Asian Stocks Drop
``Successive scandals involving power producers have been coming to light,'' said Hideyuki Ookoshi, who oversees $365 million at Chiba-Gin Asset Management Co. in Tokyo. ``There's concern more scandals will emerge, and that's causing the shares to be sold off.''
Woodside Petroleum Ltd. led a measure of energy stocks higher after crude-oil prices climbed for a fifth day.
The Morgan Stanley Capital International Asia-Pacific Index slid 0.2 percent to 145.71 as of 10:49 a.m. in Tokyo, sliding from its highest since Feb. 27. The benchmark rallied 3.3 percent last week, the first weekly gain since a rout that began last month wiped $3.3 trillion from the value of global markets.
Japan's Nikkei 225 Stock Average slipped 0.1 percent to 17,468.47. The broader Topix index dropped 0.4 percent.
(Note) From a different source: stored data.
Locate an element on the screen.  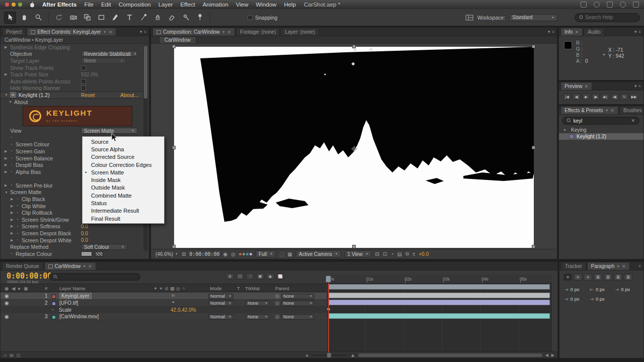
menu-effect: Effect is located at coordinates (187, 5).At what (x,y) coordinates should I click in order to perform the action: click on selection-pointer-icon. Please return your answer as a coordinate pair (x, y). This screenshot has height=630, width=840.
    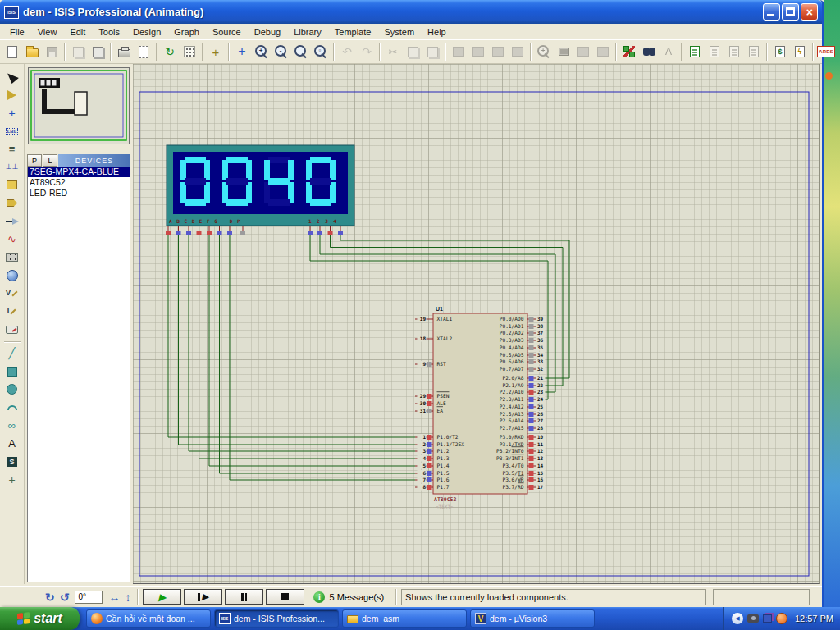
    Looking at the image, I should click on (12, 77).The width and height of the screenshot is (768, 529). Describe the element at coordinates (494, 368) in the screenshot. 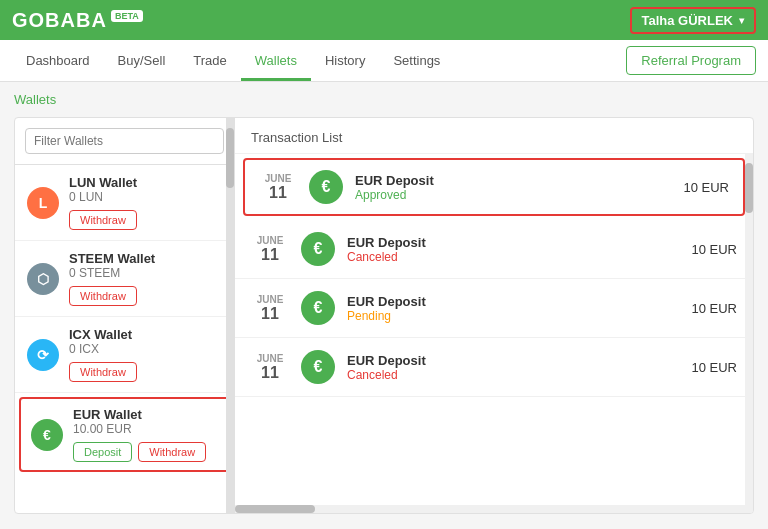

I see `transaction-item-4: JUNE 11 € EUR Deposit Canceled 10 EUR` at that location.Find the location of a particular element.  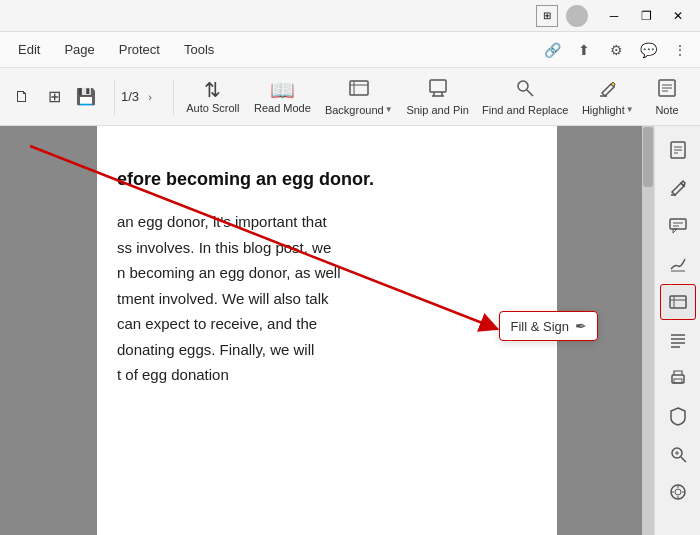

highlight-label: Highlight is located at coordinates (604, 110).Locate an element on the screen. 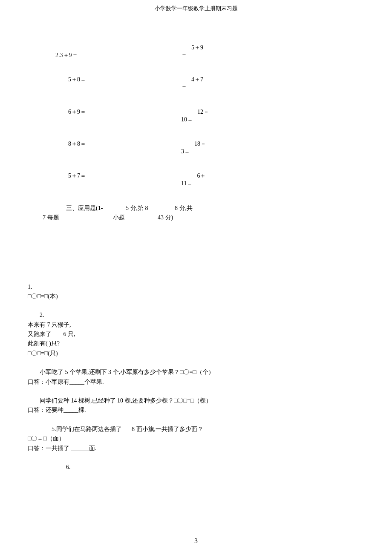 This screenshot has width=392, height=555. row3-right-expr: 12－ is located at coordinates (203, 116).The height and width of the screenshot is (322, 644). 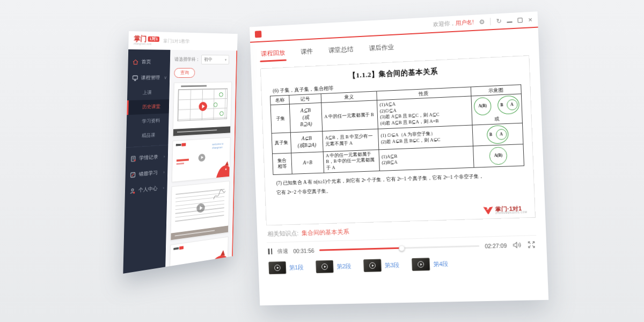 I want to click on sidebar: 首页 课程管理 ∨ 上课 历史课堂 学习资料 精品课, so click(x=147, y=162).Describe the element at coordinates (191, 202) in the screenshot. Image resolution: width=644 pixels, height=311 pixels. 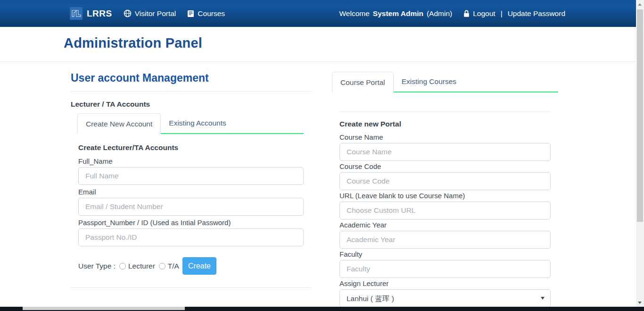
I see `email-group: Email` at that location.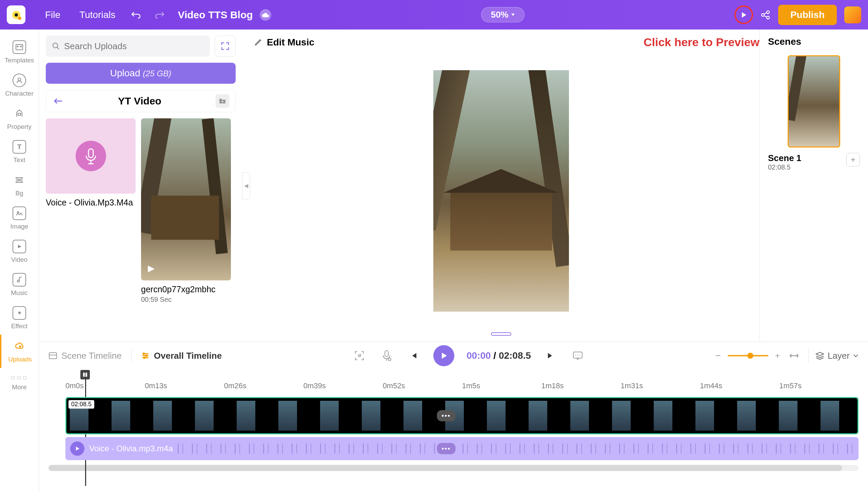  Describe the element at coordinates (19, 119) in the screenshot. I see `sidebar-item-property: Property` at that location.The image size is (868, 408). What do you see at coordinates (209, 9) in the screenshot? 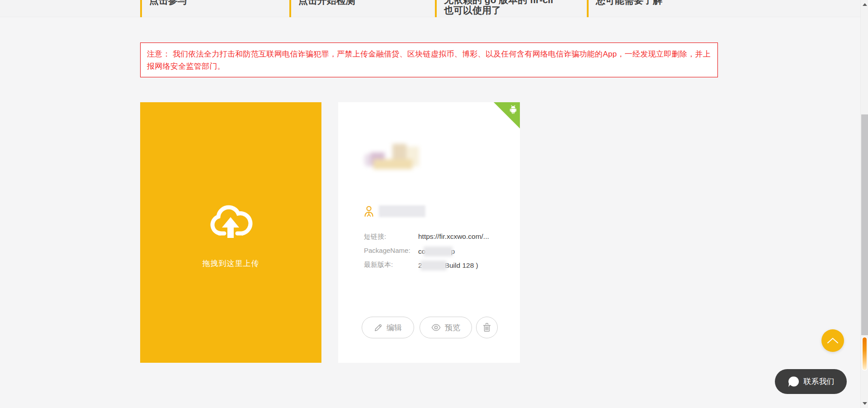
I see `feature-item-1: 点击参与` at bounding box center [209, 9].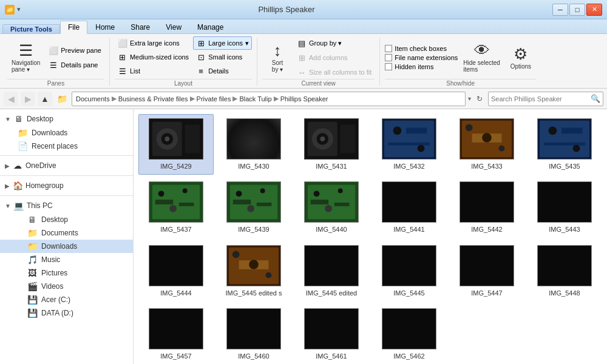 This screenshot has height=364, width=607. What do you see at coordinates (482, 58) in the screenshot?
I see `hide-selected-button: 👁 Hide selecteditems` at bounding box center [482, 58].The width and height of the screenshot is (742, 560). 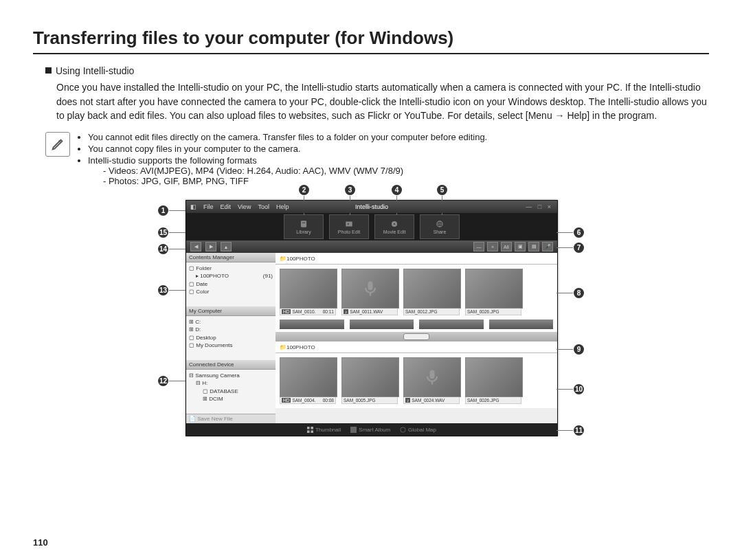 What do you see at coordinates (394, 224) in the screenshot?
I see `movie-icon` at bounding box center [394, 224].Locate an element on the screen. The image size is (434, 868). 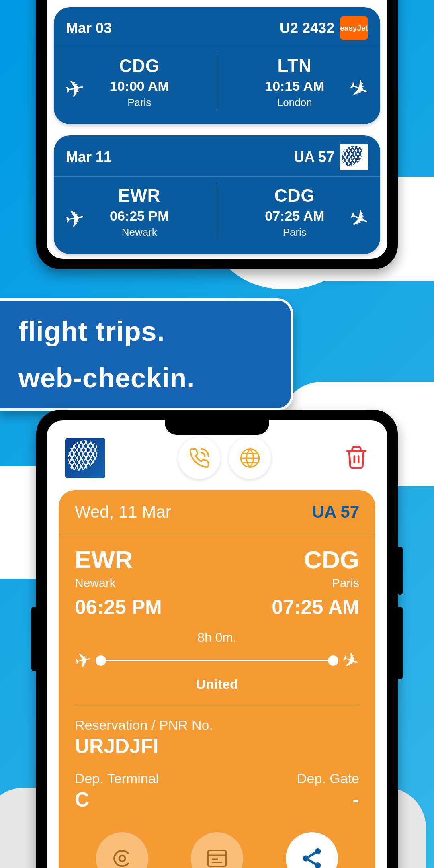
terminal-value: C is located at coordinates (117, 800). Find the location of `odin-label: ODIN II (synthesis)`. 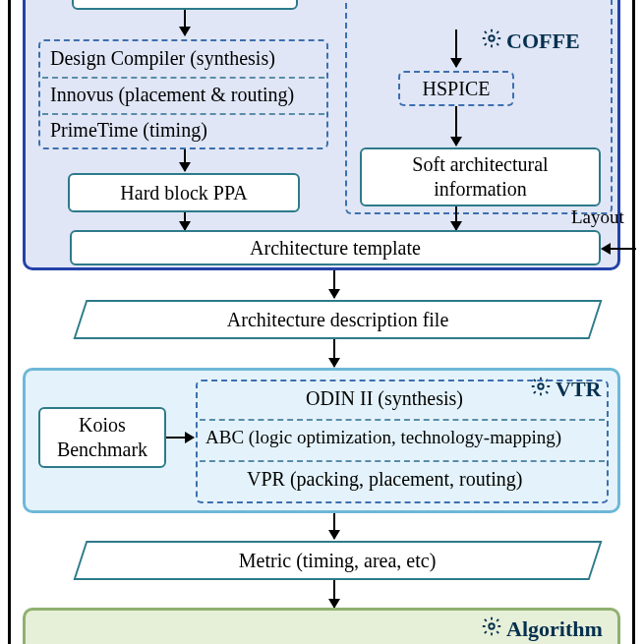

odin-label: ODIN II (synthesis) is located at coordinates (384, 399).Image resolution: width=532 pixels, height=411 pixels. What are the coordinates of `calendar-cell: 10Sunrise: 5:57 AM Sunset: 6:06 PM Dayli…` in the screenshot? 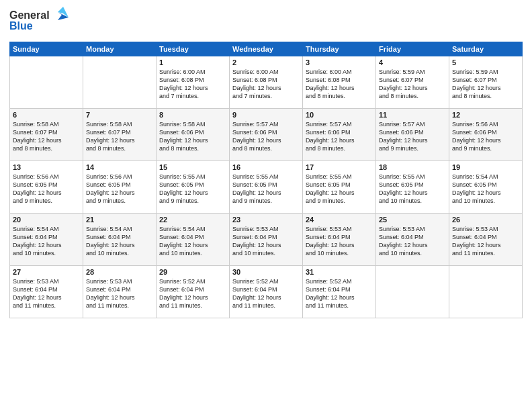 It's located at (340, 135).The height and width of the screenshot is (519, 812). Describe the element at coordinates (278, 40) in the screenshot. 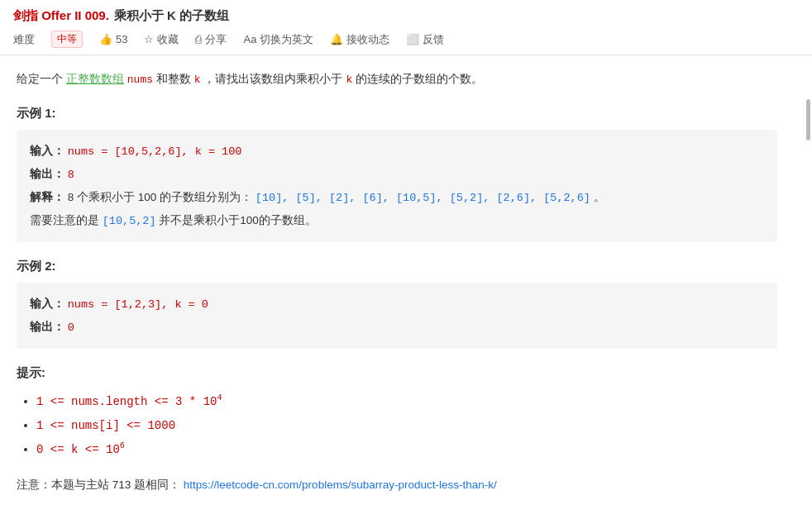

Markets open for trading elsewhere rose. China's Shanghai and Shenzhen 300 Index climbed 0.4 percent, set for a record high.
Tokyo Electric, Japan's No. 1 power producer, slid 2.1 percent to 4,240 yen. Kansai Electric Power Co., the second largest, fell 2.9 percent to 3,710 yen.
Tokyo Electric said on March 22 an accident that may have occurred at its Fukushima Daiichi plant in 1978 could have caused a nuclear chain reaction. Hokuriku Electric Power Co. was ordered to halt operations at its Shika No. 1 reactor on March 15 after the company said it covered up an accident eight years ago.